What's your wishlist for an ideal backtesting program?

Hi!
What, if any, critical factors are NOT included in any of today's backtesting programs. For example: slippage. If you could talk to programmers and present a wishlist for the ideal backtesting program, what would you ask for that you're not getting now?
 
More sophisticted tests of statistical significance than Z-score. (My apologies to ET for playing straight man to this spammer, but those are good questions. I doubt that his tout (haha!) has what I asked for.)

Carry on, good spammer!
 
I'd like to see a program so smart it can do three things:

Say "Already tried that, don't work, don't waste your time."

and "That's the stupidest fucking trading idea I have ever seen!"

and "You're overoptimizing, dummy!"
 
My wishlist pertains to the ideal programmer, not the actual testing itself.

I'd love to meet a programmer who isn't a failed trader and who understands that I don't CARE about his creativity with regard to the market - who just does what I want done and keeps his mouth shut and ridiculous ideas to himself.

Oh, and who doesn't try to basket test everything - I don't expect/want my strategy to work for the entire Russell 2000. I wish these guys would realize how really trite they are.

Sorry for the rant :)
 
1. Make it as easy to modify the composition of a portfolio, as it is to modify the value of a parameter. Treat the portfolio composition as an optimizable variable.

2. Make it easy to systematically withdraw cash from the account using some user-specified algorithm. Handle the common situations of income taxes, management fees, and profit incentive fees.

3. Provide primitive builtins which return (A) # of trading days till end of this calendar month; (B) # of trading days till First Notice Day; (C) # of trading days till Contract Expiration.
 
1. The ability to apply position sizing based on a partial-Kelly criteria with the parameters (%wins and W/L ratio) calculated off of the last N trades.

2. Integrated Monte Carlo simulator.

3. Apply indicators to one equity curve (already mentioned by another poster), and use the output to filter or size trades to generate a second equity curve.
 
A program turning your screen to red if it's bad;
turning your screen to green when it's good;
turning you screen to flashing yellow if it's up till now never test Jack stuff.
 
Quote from FaderTraderr:

My wishlist pertains to the ideal programmer, not the actual testing itself.

I'd love to meet a programmer who isn't a failed trader and who understands that I don't CARE about his creativity with regard to the market - who just does what I want done and keeps his mouth shut and ridiculous ideas to himself.

Oh, and who doesn't try to basket test everything - I don't expect/want my strategy to work for the entire Russell 2000. I wish these guys would realize how really trite they are.

Sorry for the rant :)

The only way I found to solve that problem is to become a programmer yourself!!! It takes a lot of time, but it has worked wonders for me and my trading.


ACTIVITY
Restate word for word every entry that appears below, skipping its pictures.

(EXERCISE DATA Opens)

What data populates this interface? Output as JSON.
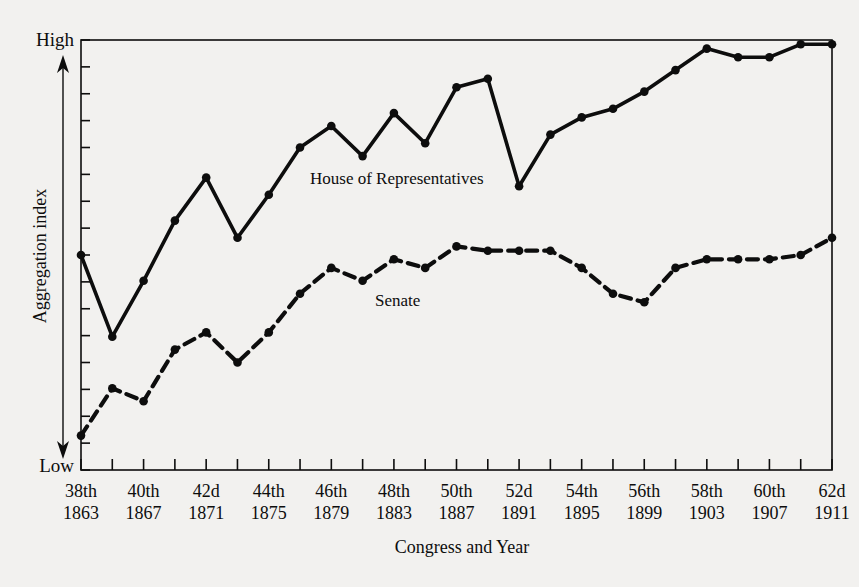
{
  "figure": {
    "background_color": "#f2f1ef",
    "ink_color": "#0d0d0d"
  },
  "axes": {
    "y_axis": {
      "label": "Aggregation index",
      "high_label": "High",
      "low_label": "Low",
      "tick_count": 16,
      "arrow": "double-headed-vertical-arrow"
    },
    "x_axis": {
      "title": "Congress and Year",
      "tick_count": 25,
      "labels": [
        {
          "congress": "38th",
          "year": "1863"
        },
        {
          "congress": "40th",
          "year": "1867"
        },
        {
          "congress": "42d",
          "year": "1871"
        },
        {
          "congress": "44th",
          "year": "1875"
        },
        {
          "congress": "46th",
          "year": "1879"
        },
        {
          "congress": "48th",
          "year": "1883"
        },
        {
          "congress": "50th",
          "year": "1887"
        },
        {
          "congress": "52d",
          "year": "1891"
        },
        {
          "congress": "54th",
          "year": "1895"
        },
        {
          "congress": "56th",
          "year": "1899"
        },
        {
          "congress": "58th",
          "year": "1903"
        },
        {
          "congress": "60th",
          "year": "1907"
        },
        {
          "congress": "62d",
          "year": "1911"
        }
      ]
    }
  },
  "annotations": [
    {
      "name": "house-series-label",
      "text": "House of Representatives",
      "x": 310,
      "y": 184
    },
    {
      "name": "senate-series-label",
      "text": "Senate",
      "x": 375,
      "y": 306
    }
  ],
  "chart_data": {
    "type": "line",
    "title": "",
    "xlabel": "Congress and Year",
    "ylabel": "Aggregation index",
    "ylim": [
      0,
      100
    ],
    "ylim_labels": [
      "Low",
      "High"
    ],
    "grid": false,
    "legend": "inline-labels",
    "x": [
      "38th 1863",
      "39th 1865",
      "40th 1867",
      "41st 1869",
      "42d 1871",
      "43d 1873",
      "44th 1875",
      "45th 1877",
      "46th 1879",
      "47th 1881",
      "48th 1883",
      "49th 1885",
      "50th 1887",
      "51st 1889",
      "52d 1891",
      "53d 1893",
      "54th 1895",
      "55th 1897",
      "56th 1899",
      "57th 1901",
      "58th 1903",
      "59th 1905",
      "60th 1907",
      "61st 1909",
      "62d 1911"
    ],
    "series": [
      {
        "name": "House of Representatives",
        "style": "solid",
        "marker": "filled-circle",
        "values": [
          50,
          31,
          44,
          58,
          68,
          54,
          64,
          75,
          80,
          73,
          83,
          76,
          89,
          91,
          66,
          78,
          82,
          84,
          88,
          93,
          98,
          96,
          96,
          99,
          99
        ]
      },
      {
        "name": "Senate",
        "style": "dashed",
        "marker": "filled-circle",
        "values": [
          8,
          19,
          16,
          28,
          32,
          25,
          32,
          41,
          47,
          44,
          49,
          47,
          52,
          51,
          51,
          51,
          47,
          41,
          39,
          47,
          49,
          49,
          49,
          50,
          54
        ]
      }
    ]
  }
}
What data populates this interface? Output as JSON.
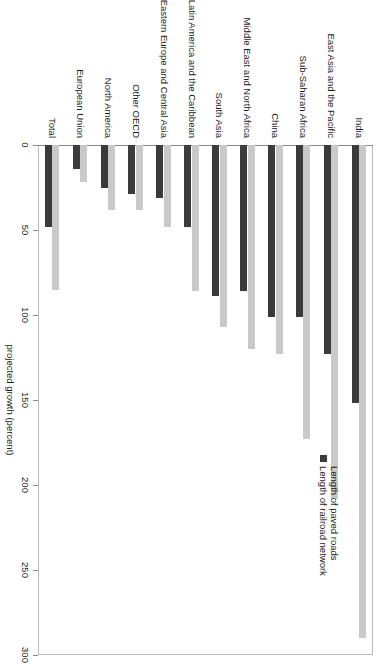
{
  "chart_data": {
    "type": "bar",
    "orientation": "vertical-rendered-rotated",
    "title": "",
    "subtitle": "",
    "xlabel": "",
    "ylabel": "projected growth (percent)",
    "ylim": [
      0,
      300
    ],
    "grid": false,
    "legend_position": "upper-right",
    "tick_labels": [
      "0",
      "50",
      "100",
      "150",
      "200",
      "250",
      "300"
    ],
    "ticks": [
      0,
      50,
      100,
      150,
      200,
      250,
      300
    ],
    "categories": [
      "India",
      "East Asia and the Pacific",
      "Sub-Saharan Africa",
      "China",
      "Middle East and North Africa",
      "South Asia",
      "Latin America and the Caribbean",
      "Eastern Europe and Central Asia",
      "Other OECD",
      "North America",
      "European Union",
      "Total"
    ],
    "series": [
      {
        "name": "Length of paved roads",
        "color": "#c9c9c9",
        "values": [
          290,
          208,
          173,
          123,
          120,
          107,
          86,
          48,
          38,
          38,
          22,
          85
        ]
      },
      {
        "name": "Length of railroad network",
        "color": "#3b3b3b",
        "values": [
          152,
          123,
          101,
          101,
          86,
          89,
          48,
          31,
          29,
          25,
          14,
          48
        ]
      }
    ]
  },
  "legend": {
    "entries": [
      {
        "label": "Length of paved roads",
        "color": "#c9c9c9"
      },
      {
        "label": "Length of railroad network",
        "color": "#3b3b3b"
      }
    ]
  },
  "axis": {
    "value_axis_title": "projected growth (percent)"
  }
}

(EXERCISE DATA Closes)

SOLUTION TO THIS TASK
What data populates this interface? Output as JSON.
{
  "figure": {
    "background_color": "#f2f1ef",
    "ink_color": "#0d0d0d"
  },
  "axes": {
    "y_axis": {
      "label": "Aggregation index",
      "high_label": "High",
      "low_label": "Low",
      "tick_count": 16,
      "arrow": "double-headed-vertical-arrow"
    },
    "x_axis": {
      "title": "Congress and Year",
      "tick_count": 25,
      "labels": [
        {
          "congress": "38th",
          "year": "1863"
        },
        {
          "congress": "40th",
          "year": "1867"
        },
        {
          "congress": "42d",
          "year": "1871"
        },
        {
          "congress": "44th",
          "year": "1875"
        },
        {
          "congress": "46th",
          "year": "1879"
        },
        {
          "congress": "48th",
          "year": "1883"
        },
        {
          "congress": "50th",
          "year": "1887"
        },
        {
          "congress": "52d",
          "year": "1891"
        },
        {
          "congress": "54th",
          "year": "1895"
        },
        {
          "congress": "56th",
          "year": "1899"
        },
        {
          "congress": "58th",
          "year": "1903"
        },
        {
          "congress": "60th",
          "year": "1907"
        },
        {
          "congress": "62d",
          "year": "1911"
        }
      ]
    }
  },
  "annotations": [
    {
      "name": "house-series-label",
      "text": "House of Representatives",
      "x": 310,
      "y": 184
    },
    {
      "name": "senate-series-label",
      "text": "Senate",
      "x": 375,
      "y": 306
    }
  ],
  "chart_data": {
    "type": "line",
    "title": "",
    "xlabel": "Congress and Year",
    "ylabel": "Aggregation index",
    "ylim": [
      0,
      100
    ],
    "ylim_labels": [
      "Low",
      "High"
    ],
    "grid": false,
    "legend": "inline-labels",
    "x": [
      "38th 1863",
      "39th 1865",
      "40th 1867",
      "41st 1869",
      "42d 1871",
      "43d 1873",
      "44th 1875",
      "45th 1877",
      "46th 1879",
      "47th 1881",
      "48th 1883",
      "49th 1885",
      "50th 1887",
      "51st 1889",
      "52d 1891",
      "53d 1893",
      "54th 1895",
      "55th 1897",
      "56th 1899",
      "57th 1901",
      "58th 1903",
      "59th 1905",
      "60th 1907",
      "61st 1909",
      "62d 1911"
    ],
    "series": [
      {
        "name": "House of Representatives",
        "style": "solid",
        "marker": "filled-circle",
        "values": [
          50,
          31,
          44,
          58,
          68,
          54,
          64,
          75,
          80,
          73,
          83,
          76,
          89,
          91,
          66,
          78,
          82,
          84,
          88,
          93,
          98,
          96,
          96,
          99,
          99
        ]
      },
      {
        "name": "Senate",
        "style": "dashed",
        "marker": "filled-circle",
        "values": [
          8,
          19,
          16,
          28,
          32,
          25,
          32,
          41,
          47,
          44,
          49,
          47,
          52,
          51,
          51,
          51,
          47,
          41,
          39,
          47,
          49,
          49,
          49,
          50,
          54
        ]
      }
    ]
  }
}
What data populates this interface? Output as JSON.
{
  "chart_data": {
    "type": "bar",
    "orientation": "vertical-rendered-rotated",
    "title": "",
    "subtitle": "",
    "xlabel": "",
    "ylabel": "projected growth (percent)",
    "ylim": [
      0,
      300
    ],
    "grid": false,
    "legend_position": "upper-right",
    "tick_labels": [
      "0",
      "50",
      "100",
      "150",
      "200",
      "250",
      "300"
    ],
    "ticks": [
      0,
      50,
      100,
      150,
      200,
      250,
      300
    ],
    "categories": [
      "India",
      "East Asia and the Pacific",
      "Sub-Saharan Africa",
      "China",
      "Middle East and North Africa",
      "South Asia",
      "Latin America and the Caribbean",
      "Eastern Europe and Central Asia",
      "Other OECD",
      "North America",
      "European Union",
      "Total"
    ],
    "series": [
      {
        "name": "Length of paved roads",
        "color": "#c9c9c9",
        "values": [
          290,
          208,
          173,
          123,
          120,
          107,
          86,
          48,
          38,
          38,
          22,
          85
        ]
      },
      {
        "name": "Length of railroad network",
        "color": "#3b3b3b",
        "values": [
          152,
          123,
          101,
          101,
          86,
          89,
          48,
          31,
          29,
          25,
          14,
          48
        ]
      }
    ]
  },
  "legend": {
    "entries": [
      {
        "label": "Length of paved roads",
        "color": "#c9c9c9"
      },
      {
        "label": "Length of railroad network",
        "color": "#3b3b3b"
      }
    ]
  },
  "axis": {
    "value_axis_title": "projected growth (percent)"
  }
}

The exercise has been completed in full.